Rollins didn’t follow. “Who?”
“Sloane.” Marj was angry now.
Sloane, again.
“It sounded just like that prick.” Marj fell silent for a moment. “’Hello, Marj.’” she repeated. “That’s all. Click.” She mimed hanging up the phone. “It scared the shit out of me. He used my name, Rolo. He knew how to reach me. He knows where I live.” Her lower lip quivered as if she was going to cry. “He’s in on these weird faxes, I just know it. This whole thing, Rolo, is getting to be too fucking much.”
Rollins moved toward Marj to comfort her, but Tina stepped out and blocked his path. “She’s not feeling too good right now.”
Rollins glanced over at Marj; she did not meet his gaze.
“But hey, you should’ve seen her when she got here.” Tina rolled her eyes. “Whew.”
“What do you suppose he wanted?” Rollins asked.
“To scare the hell out of me,” Marj said. “Which he did. I was just coming out of the shower, Rolo. I hardly had any clothes on. I zipped right out of there.”
“And you came here?” That was the only hopeful sign.
“I didn’t know where else to go.”
Rollins could tell that Tina was listening intently, and it annoyed him.
“Actually,” Tina interrupted. “Marjie and I’ve gotten to know each other real well.” She retreated toward Marj and dropped an arm over her shoulder. “Haven’t we?”
“We’ve talked.”
“About you, Rolo.” Tina landed on the name, causing Rollins’ blood pressure to rise. “You’re a pretty interesting guy. Seems you like to go driving.”
“Marj!”
“Come on—what difference does it make now?” Marj said. “Everybody knows all about you.”
Rollins sat down on the top stair. He was so close to his apartment door right now. He longed to pass through that door, set his locks and burglar alarm, and drop into bed. It would be so wonderful to lie between cool sheets right now, with nothing but silence and darkness for company.
“There’s something else, Rolo.” Marj came over to him quietly. This time, up close, Rollins could see that her eyes were rimmed with red, and a huskier scent dulled the sweetness of her perfume. “This came in on the office fax after you left.” She pulled out a folded-up sheet of fax paper from the pocket of her rumpled shorts and handed it to him.
Rollins took it from her. The words were handwritten. “Seen your father lately?” the note read in a loosely flowing script.
His father? He rubbed his temples again.
“Well, have you?” Marj asked.
“No. I told you. He’s out West someplace. We’re out of touch.”
Marj took a moment to digest that. “It doesn’t make sense, Rolo. What is going on?”
“Maybe it’s your father.”
“Mine?
God.
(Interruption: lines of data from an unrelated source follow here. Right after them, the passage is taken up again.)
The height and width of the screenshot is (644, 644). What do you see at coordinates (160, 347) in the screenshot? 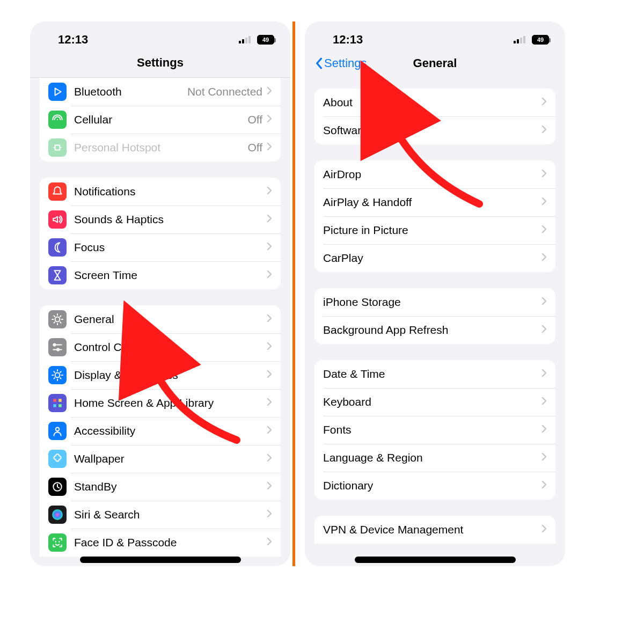
I see `settings-row-control-center: Control Center` at bounding box center [160, 347].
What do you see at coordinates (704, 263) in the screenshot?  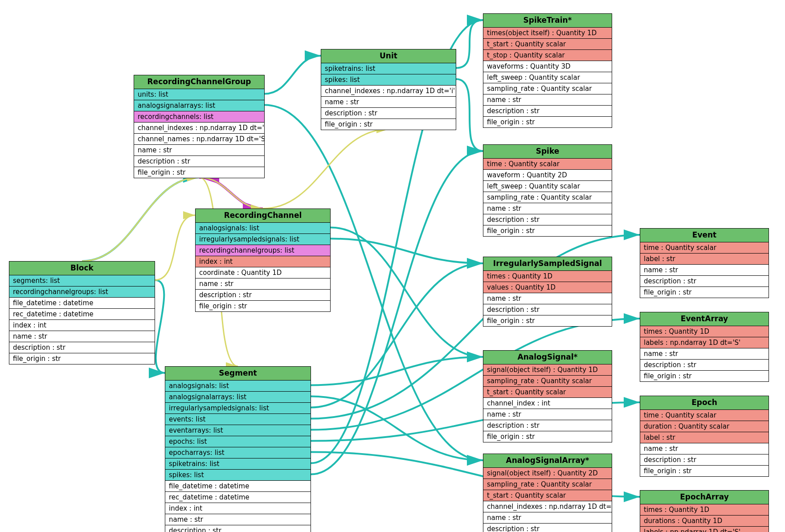 I see `entity-event: Eventtime : Quantity scalarlabel : strna…` at bounding box center [704, 263].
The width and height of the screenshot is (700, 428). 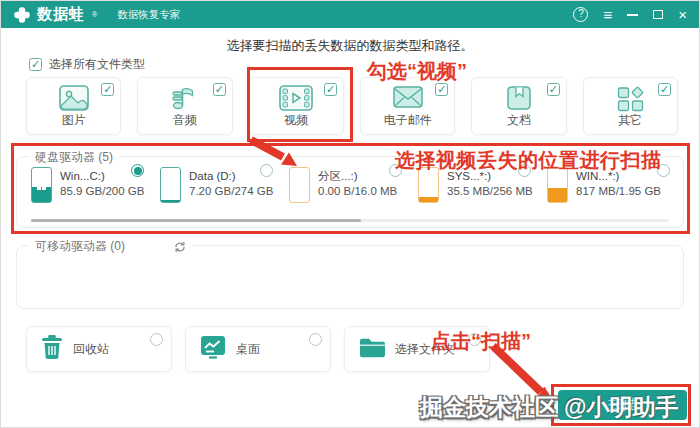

I haven’t even met him.” She picked up the note again. “It’s the same handwriting.”
A woman’s hand, Rollins was still convinced. But he found it hard to focus. He remembered how his father had popped up unexpectedly on his Johnson file, too.
“Well?” Marj asked.
“I was just thinking,” Rollins replied.
“Don’t think,” she said angrily. “You think too much already. You’ve got to do something!”
Tina turned to Marj. “Is he always like this?”
Marj sighed, then turned back to Rollins. “Look, Rolo, we may need to go to the police.”
“Marj, please—”
“Don’t worry, I didn’t call anybody yet,” she told him. “I figured you’d like some time to think over what you wanted to say.”
Now Rollins was seriously alarmed. “What do you mean by that?”
“Rolo, we can’t keep going like this.”
“I never should have gotten you involved,” he said.
He reached for her hand, felt the gentleness of it, the soft palm, the delicate fingers. She didn’t move, and he gently drew her to him. He wanted to plant a kiss in the soft hollow of her neck. He ached to, but he held himself back. He knew it wasn’t what she wanted. She was through with him, he could tell.
“Christ, I need a drink,” Tina announced. “Want one, Marjie?”
Marj stood, slipping free of Rollins’ grasp. “Sounds good.”
As she retreated from him, Rollins became aware of the space all around him in the hall. He took in the newel post, the banister, the muted floral print on the wallpaper, the thin carpet. Marj was slipping away, leaving him alone with these things. Rollins could tell he was not wanted in Tina’s apartment. No invitation had been extended to him. The proper course would have been to turn toward his own door, undo the locks, step inside, and close the door behind him, setting the burglar alarm, as always, against intruders. And that would be it. Marj would call the police, Rollins would be ruined, and she would be a memory.